What the CNC Machine Shop Means to You

Take a look around. What do you see? Metal. You see things made out of metal, you see things with meal parts, and you see other things that – somewhere along the line – depended on metal to be manufactured.

You’ve heard of the large computers that were so large they took up entire rooms. Yet you’re likely reading this article on a small computer, or maybe even an ultra-portable tablet or phone. Without the fast, effective, and precise machines used to make the components that go into your computer, things would be very different and the possibility of living in a society where computers only exist in small numbers would be very real.

While it might seem like something you hardly need to worry about, it never helps to know about how the many things you come to rely on came to be. That’s where the unsung hero of the manufacturing world enters the equation: the CNC machine shop.

The CNC machine shop is the oft-forgotten shaper of the many metal parts, components, products, and things that have come to make a difference in our lives.  By exact definition, a machine shop is nothing more than a place where metal is cut, formed, and shaped by – you guessed it – machine tools. However, the concept of the machine shop has evolved from something akin to the fabled medieval “smithy” to modern high-tech multi million dollar businesses without a hammer or anvil to be found.

Somewhere during the evolution of the modern machine shop the level of technology and innovation increased. With the impact of the industrial revolution,  the rapid production of tools precipitated the birth of tools that could mass-produce more tools. It might sound redundant, but it’s true. Imagine the first batch of machines capable of manufacturing more machines that would then manufacture even more machines.  With the ability to quickly fabricate and mass-produce machines with standard interchangeable parts, more businesses had the opportunity to produce more products.

So now, when you think about the metal components in your home, your car, or the machines that were critical when it came to making the parts that go into them, you take advantage of years of history and innovation dating all the way back to the industrial revolution and beyond.  Today however, the main technology responsible for most of the metal products we benefit from is CNC, short for computer numerical control.

When you drive your car or use your computer, you directly benefit from CNC machinery, a technology that the business barons of the industrial revolution could only dream of.  So what is it? Numerical control, in the simplest sense, refers to the automation of machine tools, like industrial milling and boring machines. This way, instead of machining tools being controlled by the hand-cranks and levers of the 18th century, they are fully automated by programmed commands, stored on the computer and easily repeated whenever the machine shop needs to run a second part. This makes producing the same part, over and over again extremely simple and cost effective.

Before CNC there as just numerical control, which required a programmer to produce tapes that were used to input the proper commands. However, once more modern computers came into prominence, number subroutines could be used to more quickly and effectively enter a list of points and speeds to produce the list of “instructions” a machine needed to produce a given part.

Before long, computer numerical control l (CNC) was used alongside with computer aided design (CAD), making both the design and machining of metal products even faster and more effective, bringing everything from car parts and precision electronic components from the manufacturer to your home, and ultimately expanding the kinds of products available to the masses.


What needs to be done — Please make an exact copy of the listing, without the pictures.

Records provided —
'''

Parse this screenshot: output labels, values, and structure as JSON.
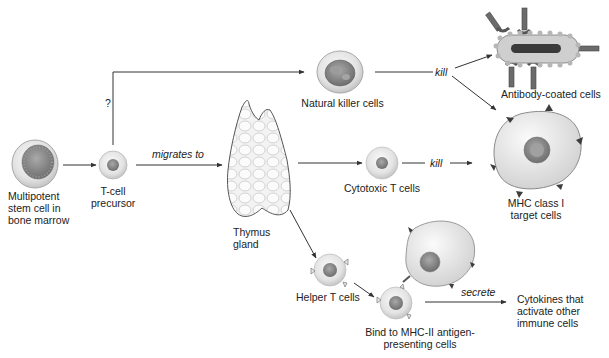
{
  "diagram": {
    "colors": {
      "line": "#333333",
      "cell_fill": "#e6e6e6",
      "cell_edge": "#b5b5b5",
      "nucleus": "#8a8a8a",
      "target_fill": "#e2e2e2",
      "receptor": "#5a5a5a",
      "antibody": "#6b6b6b",
      "bacterium_fill": "#cfcfcf",
      "bacterium_core": "#3a3a3a"
    },
    "nodes": {
      "stem_cell": {
        "label": "Multipotent\nstem cell in\nbone marrow"
      },
      "precursor": {
        "label": "T-cell\nprecursor"
      },
      "thymus": {
        "label": "Thymus\ngland"
      },
      "nk_cells": {
        "label": "Natural killer cells"
      },
      "cytotoxic": {
        "label": "Cytotoxic T cells"
      },
      "helper": {
        "label": "Helper T cells"
      },
      "bind_apc": {
        "label": "Bind to MHC-II antigen-\npresenting cells"
      },
      "antibody_cells": {
        "label": "Antibody-coated cells"
      },
      "mhc1_target": {
        "label": "MHC class I\ntarget cells"
      },
      "cytokines": {
        "label": "Cytokines that\nactivate other\nimmune cells"
      }
    },
    "edges": {
      "question": "?",
      "migrates_to": "migrates to",
      "kill_nk": "kill",
      "kill_cytotoxic": "kill",
      "secrete": "secrete"
    }
  }
}
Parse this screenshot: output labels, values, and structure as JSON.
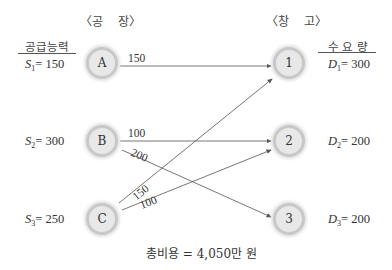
{
  "headers": {
    "factory": "〈공    장〉",
    "warehouse": "〈창    고〉",
    "supply_capacity": "공급능력",
    "demand": "수 요 량"
  },
  "factories": [
    {
      "id": "A",
      "supply_symbol": "S",
      "sub": "1",
      "supply_value": "= 150"
    },
    {
      "id": "B",
      "supply_symbol": "S",
      "sub": "2",
      "supply_value": "= 300"
    },
    {
      "id": "C",
      "supply_symbol": "S",
      "sub": "3",
      "supply_value": "= 250"
    }
  ],
  "warehouses": [
    {
      "id": "1",
      "demand_symbol": "D",
      "sub": "1",
      "demand_value": "= 300"
    },
    {
      "id": "2",
      "demand_symbol": "D",
      "sub": "2",
      "demand_value": "= 200"
    },
    {
      "id": "3",
      "demand_symbol": "D",
      "sub": "3",
      "demand_value": "= 200"
    }
  ],
  "flows": [
    {
      "from": "A",
      "to": "1",
      "amount": "150"
    },
    {
      "from": "B",
      "to": "2",
      "amount": "100"
    },
    {
      "from": "B",
      "to": "3",
      "amount": "200"
    },
    {
      "from": "C",
      "to": "1",
      "amount": "150"
    },
    {
      "from": "C",
      "to": "2",
      "amount": "100"
    }
  ],
  "total_cost": "총비용 = 4,050만 원"
}
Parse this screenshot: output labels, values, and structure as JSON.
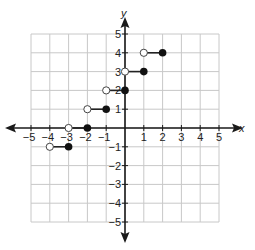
{
  "chart_data": {
    "type": "line",
    "title": "",
    "xlabel": "x",
    "ylabel": "y",
    "xlim": [
      -5,
      5
    ],
    "ylim": [
      -5,
      5
    ],
    "grid": true,
    "x_ticks": [
      "−5",
      "−4",
      "−3",
      "−2",
      "−1",
      "1",
      "2",
      "3",
      "4",
      "5"
    ],
    "y_ticks": [
      "5",
      "4",
      "3",
      "2",
      "1",
      "−1",
      "−2",
      "−3",
      "−4",
      "−5"
    ],
    "function_description": "step function f(x) = ceil(x) + 2",
    "segments": [
      {
        "y": -1,
        "open_x": -4,
        "closed_x": -3
      },
      {
        "y": 0,
        "open_x": -3,
        "closed_x": -2
      },
      {
        "y": 1,
        "open_x": -2,
        "closed_x": -1
      },
      {
        "y": 2,
        "open_x": -1,
        "closed_x": 0
      },
      {
        "y": 3,
        "open_x": 0,
        "closed_x": 1
      },
      {
        "y": 4,
        "open_x": 1,
        "closed_x": 2
      }
    ],
    "colors": {
      "grid": "#c8c8c8",
      "axis": "#1a1a1a",
      "open_fill": "#ffffff",
      "closed_fill": "#111111"
    }
  }
}
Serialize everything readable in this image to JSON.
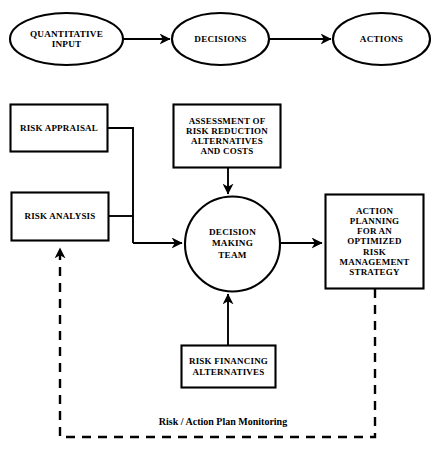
{
  "diagram": {
    "background_color": "#ffffff",
    "line_color": "#000000",
    "text_color": "#000000"
  },
  "flow_top": {
    "nodes": [
      {
        "id": "quantitative-input",
        "shape": "ellipse",
        "label": "QUANTITATIVE\nINPUT"
      },
      {
        "id": "decisions",
        "shape": "ellipse",
        "label": "DECISIONS"
      },
      {
        "id": "actions",
        "shape": "ellipse",
        "label": "ACTIONS"
      }
    ],
    "connectors": [
      {
        "from": "quantitative-input",
        "to": "decisions",
        "style": "solid-arrow"
      },
      {
        "from": "decisions",
        "to": "actions",
        "style": "solid-arrow"
      }
    ]
  },
  "flow_main": {
    "nodes": [
      {
        "id": "risk-appraisal",
        "shape": "rect",
        "label": "RISK APPRAISAL"
      },
      {
        "id": "risk-analysis",
        "shape": "rect",
        "label": "RISK ANALYSIS"
      },
      {
        "id": "assessment",
        "shape": "rect",
        "label": "ASSESSMENT OF\nRISK REDUCTION\nALTERNATIVES\nAND COSTS"
      },
      {
        "id": "decision-making-team",
        "shape": "circle",
        "label": "DECISION\nMAKING\nTEAM"
      },
      {
        "id": "action-planning",
        "shape": "rect",
        "label": "ACTION\nPLANNING\nFOR AN\nOPTIMIZED\nRISK\nMANAGEMENT\nSTRATEGY"
      },
      {
        "id": "risk-financing",
        "shape": "rect",
        "label": "RISK FINANCING\nALTERNATIVES"
      }
    ],
    "connectors": [
      {
        "from": "risk-appraisal",
        "to": "decision-making-team",
        "style": "solid-arrow"
      },
      {
        "from": "risk-analysis",
        "to": "decision-making-team",
        "style": "solid-arrow"
      },
      {
        "from": "assessment",
        "to": "decision-making-team",
        "style": "solid-arrow"
      },
      {
        "from": "risk-financing",
        "to": "decision-making-team",
        "style": "solid-arrow"
      },
      {
        "from": "decision-making-team",
        "to": "action-planning",
        "style": "solid-arrow"
      },
      {
        "from": "action-planning",
        "to": "risk-analysis",
        "style": "dashed-arrow",
        "label": "Risk / Action Plan Monitoring"
      }
    ]
  },
  "feedback": {
    "label": "Risk / Action Plan Monitoring"
  }
}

'''

Result —
Parse this screenshot: output labels, values, and structure as JSON.
{
  "diagram": {
    "colors": {
      "line": "#333333",
      "cell_fill": "#e6e6e6",
      "cell_edge": "#b5b5b5",
      "nucleus": "#8a8a8a",
      "target_fill": "#e2e2e2",
      "receptor": "#5a5a5a",
      "antibody": "#6b6b6b",
      "bacterium_fill": "#cfcfcf",
      "bacterium_core": "#3a3a3a"
    },
    "nodes": {
      "stem_cell": {
        "label": "Multipotent\nstem cell in\nbone marrow"
      },
      "precursor": {
        "label": "T-cell\nprecursor"
      },
      "thymus": {
        "label": "Thymus\ngland"
      },
      "nk_cells": {
        "label": "Natural killer cells"
      },
      "cytotoxic": {
        "label": "Cytotoxic T cells"
      },
      "helper": {
        "label": "Helper T cells"
      },
      "bind_apc": {
        "label": "Bind to MHC-II antigen-\npresenting cells"
      },
      "antibody_cells": {
        "label": "Antibody-coated cells"
      },
      "mhc1_target": {
        "label": "MHC class I\ntarget cells"
      },
      "cytokines": {
        "label": "Cytokines that\nactivate other\nimmune cells"
      }
    },
    "edges": {
      "question": "?",
      "migrates_to": "migrates to",
      "kill_nk": "kill",
      "kill_cytotoxic": "kill",
      "secrete": "secrete"
    }
  }
}
Parse this screenshot: output labels, values, and structure as JSON.
{
  "headers": {
    "factory": "〈공    장〉",
    "warehouse": "〈창    고〉",
    "supply_capacity": "공급능력",
    "demand": "수 요 량"
  },
  "factories": [
    {
      "id": "A",
      "supply_symbol": "S",
      "sub": "1",
      "supply_value": "= 150"
    },
    {
      "id": "B",
      "supply_symbol": "S",
      "sub": "2",
      "supply_value": "= 300"
    },
    {
      "id": "C",
      "supply_symbol": "S",
      "sub": "3",
      "supply_value": "= 250"
    }
  ],
  "warehouses": [
    {
      "id": "1",
      "demand_symbol": "D",
      "sub": "1",
      "demand_value": "= 300"
    },
    {
      "id": "2",
      "demand_symbol": "D",
      "sub": "2",
      "demand_value": "= 200"
    },
    {
      "id": "3",
      "demand_symbol": "D",
      "sub": "3",
      "demand_value": "= 200"
    }
  ],
  "flows": [
    {
      "from": "A",
      "to": "1",
      "amount": "150"
    },
    {
      "from": "B",
      "to": "2",
      "amount": "100"
    },
    {
      "from": "B",
      "to": "3",
      "amount": "200"
    },
    {
      "from": "C",
      "to": "1",
      "amount": "150"
    },
    {
      "from": "C",
      "to": "2",
      "amount": "100"
    }
  ],
  "total_cost": "총비용 = 4,050만 원"
}
Parse this screenshot: output labels, values, and structure as JSON.
{
  "chart_data": {
    "type": "line",
    "title": "",
    "xlabel": "x",
    "ylabel": "y",
    "xlim": [
      -5,
      5
    ],
    "ylim": [
      -5,
      5
    ],
    "grid": true,
    "x_ticks": [
      "−5",
      "−4",
      "−3",
      "−2",
      "−1",
      "1",
      "2",
      "3",
      "4",
      "5"
    ],
    "y_ticks": [
      "5",
      "4",
      "3",
      "2",
      "1",
      "−1",
      "−2",
      "−3",
      "−4",
      "−5"
    ],
    "function_description": "step function f(x) = ceil(x) + 2",
    "segments": [
      {
        "y": -1,
        "open_x": -4,
        "closed_x": -3
      },
      {
        "y": 0,
        "open_x": -3,
        "closed_x": -2
      },
      {
        "y": 1,
        "open_x": -2,
        "closed_x": -1
      },
      {
        "y": 2,
        "open_x": -1,
        "closed_x": 0
      },
      {
        "y": 3,
        "open_x": 0,
        "closed_x": 1
      },
      {
        "y": 4,
        "open_x": 1,
        "closed_x": 2
      }
    ],
    "colors": {
      "grid": "#c8c8c8",
      "axis": "#1a1a1a",
      "open_fill": "#ffffff",
      "closed_fill": "#111111"
    }
  }
}
Serialize everything readable in this image to JSON.
{
  "diagram": {
    "background_color": "#ffffff",
    "line_color": "#000000",
    "text_color": "#000000"
  },
  "flow_top": {
    "nodes": [
      {
        "id": "quantitative-input",
        "shape": "ellipse",
        "label": "QUANTITATIVE\nINPUT"
      },
      {
        "id": "decisions",
        "shape": "ellipse",
        "label": "DECISIONS"
      },
      {
        "id": "actions",
        "shape": "ellipse",
        "label": "ACTIONS"
      }
    ],
    "connectors": [
      {
        "from": "quantitative-input",
        "to": "decisions",
        "style": "solid-arrow"
      },
      {
        "from": "decisions",
        "to": "actions",
        "style": "solid-arrow"
      }
    ]
  },
  "flow_main": {
    "nodes": [
      {
        "id": "risk-appraisal",
        "shape": "rect",
        "label": "RISK APPRAISAL"
      },
      {
        "id": "risk-analysis",
        "shape": "rect",
        "label": "RISK ANALYSIS"
      },
      {
        "id": "assessment",
        "shape": "rect",
        "label": "ASSESSMENT OF\nRISK REDUCTION\nALTERNATIVES\nAND COSTS"
      },
      {
        "id": "decision-making-team",
        "shape": "circle",
        "label": "DECISION\nMAKING\nTEAM"
      },
      {
        "id": "action-planning",
        "shape": "rect",
        "label": "ACTION\nPLANNING\nFOR AN\nOPTIMIZED\nRISK\nMANAGEMENT\nSTRATEGY"
      },
      {
        "id": "risk-financing",
        "shape": "rect",
        "label": "RISK FINANCING\nALTERNATIVES"
      }
    ],
    "connectors": [
      {
        "from": "risk-appraisal",
        "to": "decision-making-team",
        "style": "solid-arrow"
      },
      {
        "from": "risk-analysis",
        "to": "decision-making-team",
        "style": "solid-arrow"
      },
      {
        "from": "assessment",
        "to": "decision-making-team",
        "style": "solid-arrow"
      },
      {
        "from": "risk-financing",
        "to": "decision-making-team",
        "style": "solid-arrow"
      },
      {
        "from": "decision-making-team",
        "to": "action-planning",
        "style": "solid-arrow"
      },
      {
        "from": "action-planning",
        "to": "risk-analysis",
        "style": "dashed-arrow",
        "label": "Risk / Action Plan Monitoring"
      }
    ]
  },
  "feedback": {
    "label": "Risk / Action Plan Monitoring"
  }
}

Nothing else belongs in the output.